Another Terrifier Movie?? …But Why??

 Originally written November 08, 2023 – updated for Inside The Reel Mind

When I heard they were making another Terrifier movie, I had one reaction: Why? Who was out here asking for more Art the Clown? I genuinely had no idea the fanbase was deep enough to justify a third installment.

If you haven’t seen these movies, trust me — you’re not missing anything unless you enjoy senseless gore, plot holes big enough to drive a U-Haul through, and characters with the survival instincts of breadsticks. I’m all for a cheesy horror flick, but the Terrifier series? They don’t scratch the itch. They just irritate the skin.


Before Terrifier: A Quick History of Art the Clown

Art didn’t even start in his own movie. His first appearance was in the short film The 9th Circle, a Dante’s Inferno–inspired story where an innocent woman gets knocked out by Art and wakes up in a hellscape as a sacrifice to Satan.

Five years later came All Hallows’ Eve, where a babysitter finds a blank VHS tape (because of course she does) that contains The 9th Circle short. The kids watch it, get creeped out, she watches more of it alone like a rookie… and eventually Art comes crawling out of the screen like a Dollar Tree Samara.

And honestly? That was the best movie in the entire franchise.
Which should tell you everything.


Terrifier (2016): The Plot That Forgot to Exist

Art officially headlines his own movie in Terrifier, which follows two drunk college girls trying to sober up after a Halloween party. They stop for pizza, and boom — here’s Art, staring at them like he’s trying to absorb their souls through eye contact.

He disappears into the bathroom, smears shit everywhere, gets kicked out, and the girls think they’re safe. Spoiler: they’re absolutely not.

The flat tire. The creepy abandoned building. The upside-down, naked, hacksaw scene that the internet loves to circlejerk over. Yes, it’s graphic as hell. No, it does not make the movie good.

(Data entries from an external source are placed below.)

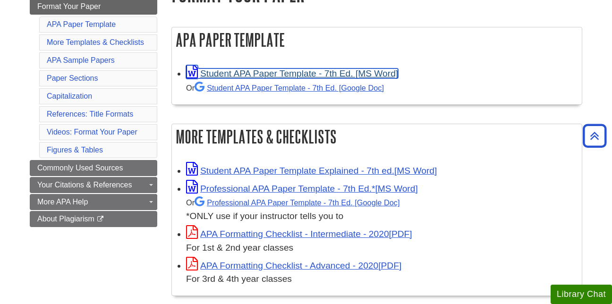 This screenshot has width=612, height=304. Describe the element at coordinates (84, 185) in the screenshot. I see `span: Your Citations & References` at that location.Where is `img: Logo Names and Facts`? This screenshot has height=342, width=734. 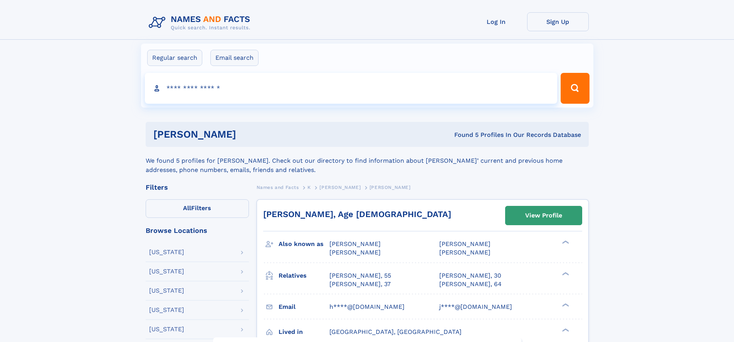
img: Logo Names and Facts is located at coordinates (201, 23). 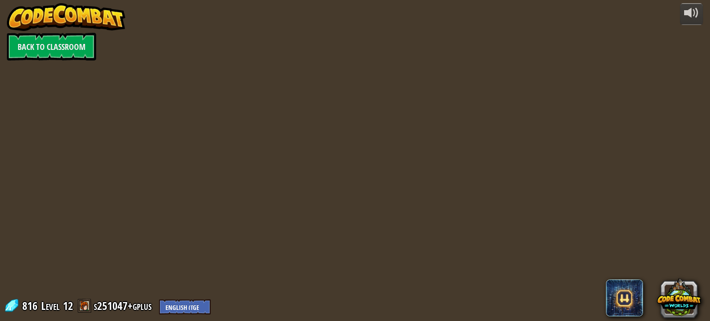 I want to click on span: 816, so click(x=31, y=306).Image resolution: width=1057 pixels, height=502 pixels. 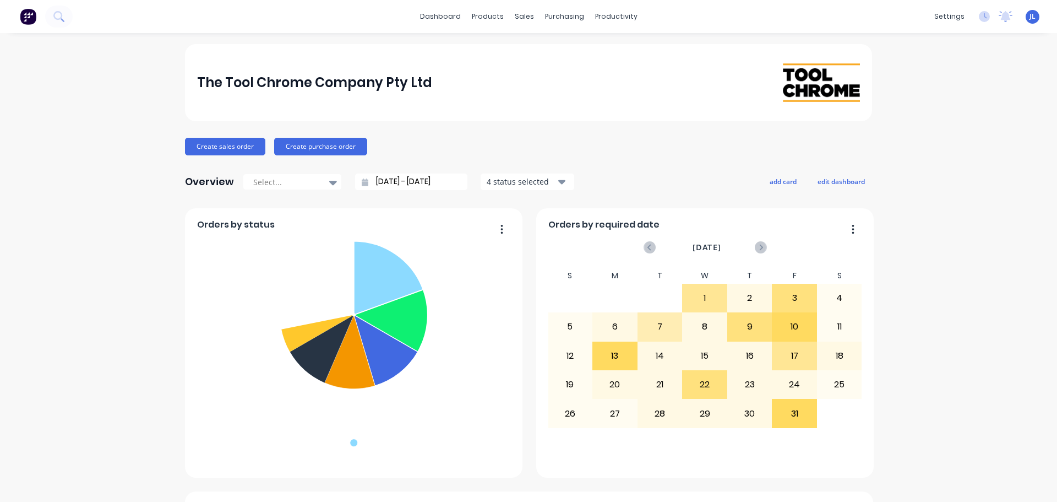 What do you see at coordinates (822, 83) in the screenshot?
I see `img: The Tool Chrome Company Pty Ltd` at bounding box center [822, 83].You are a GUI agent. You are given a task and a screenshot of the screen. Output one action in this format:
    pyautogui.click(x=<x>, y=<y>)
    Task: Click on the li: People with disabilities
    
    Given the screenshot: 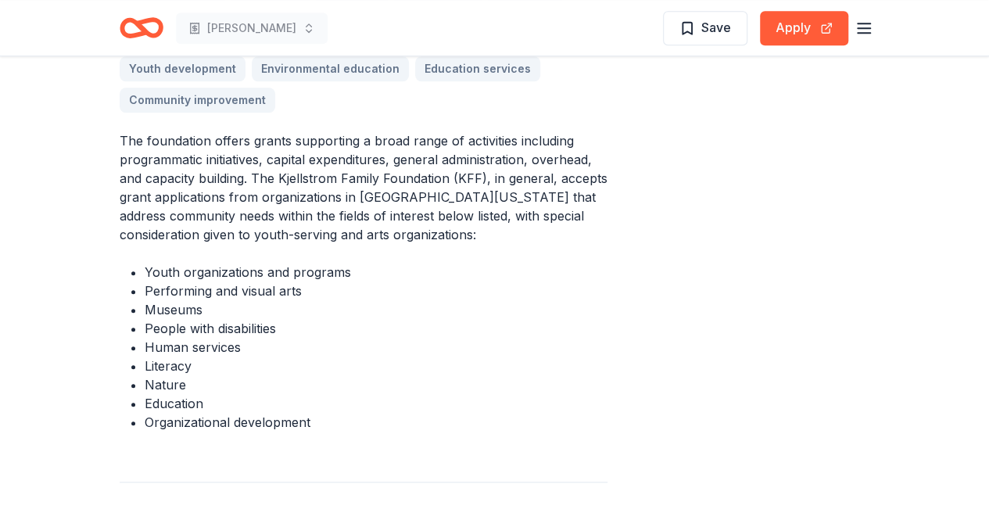 What is the action you would take?
    pyautogui.click(x=376, y=328)
    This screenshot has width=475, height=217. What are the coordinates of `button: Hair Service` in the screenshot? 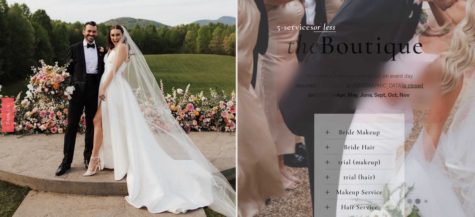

There’s no plot. No buildup. No character development.
It’s basically “Final Destination: Dollar Store Edition,” except without the irony or charm.

The violence exists because the movie needs violence, not because the story earned it.

Compare that to The Devil’s Rejects — one of the best horror movies ever made precisely because the killers are terrifyingly believable. Psychopaths with agency. A purpose. A worldview.

Art the Clown? He’s either supernatural or just a random dude doing random shit. Pick a lane.


Terrifier 2 (2022): More Gore, More Confusion, Same Problems

Terrifier 2 picks up right where the first one left off. Cops “stop” Art — and next thing you know, he’s walking around again like he got patched up at urgent care.

This time the movie focuses on a single mom and her two kids. The dad killed himself, everyone thinks he was crazy, and the daughter starts having creepy dreams. Her dresser catches fire but — magically — the sword her dad gave her survives untouched.

The brother wants to dress up as Art for Halloween (because why not trigger your entire family), and he starts seeing visions of a miniature girl-clown sidekick that somehow looks even creepier than Art himself.

Art stalks, kills, torments, repeats.
The daughter ends up in an abandoned amusement park.
A big final fight happens.
And that’s where I tap out, because I’m not in the business of blowing every detail.

What I will say is this:

Terrifier 2 was an improvement… but only because the bar was buried underground.

More money. More gore. More style. But the same lack of reason or narrative spine.


So Why Don’t These Movies Work?

Because they rely on shock value instead of storytelling.

  • No character progression

  • No worldbuilding

  • No reason for the supernatural elements

  • No emotional buildup

  • No tension beyond “look at this gross thing”

They threw in mystical elements with zero explanation, and the end result is messy. Not “scary messy.” Just “who wrote this?” messy.

Look — I’m not saying horror has to be deep.
But it should at least make sense.


Final Verdict on the Terrifier Franchise

Are the movies the worst I’ve ever seen?
No.

Are they boring, senseless, predictable, and basically torture porn with a clown emoji?
Absolutely.

I won’t rush to watch the third one. I’m not saying I’ll never see it — I probably will, eventually — but I’m not clearing my schedule or buying popcorn for it.

Art the Clown gets an A+ for concept and creep factor, but the execution? That’s a solid C- at best.
If they can finally give the series actual story structure, they might have something worth talking about. Until then, it’s just blood, vibes, and vibes covered in blood.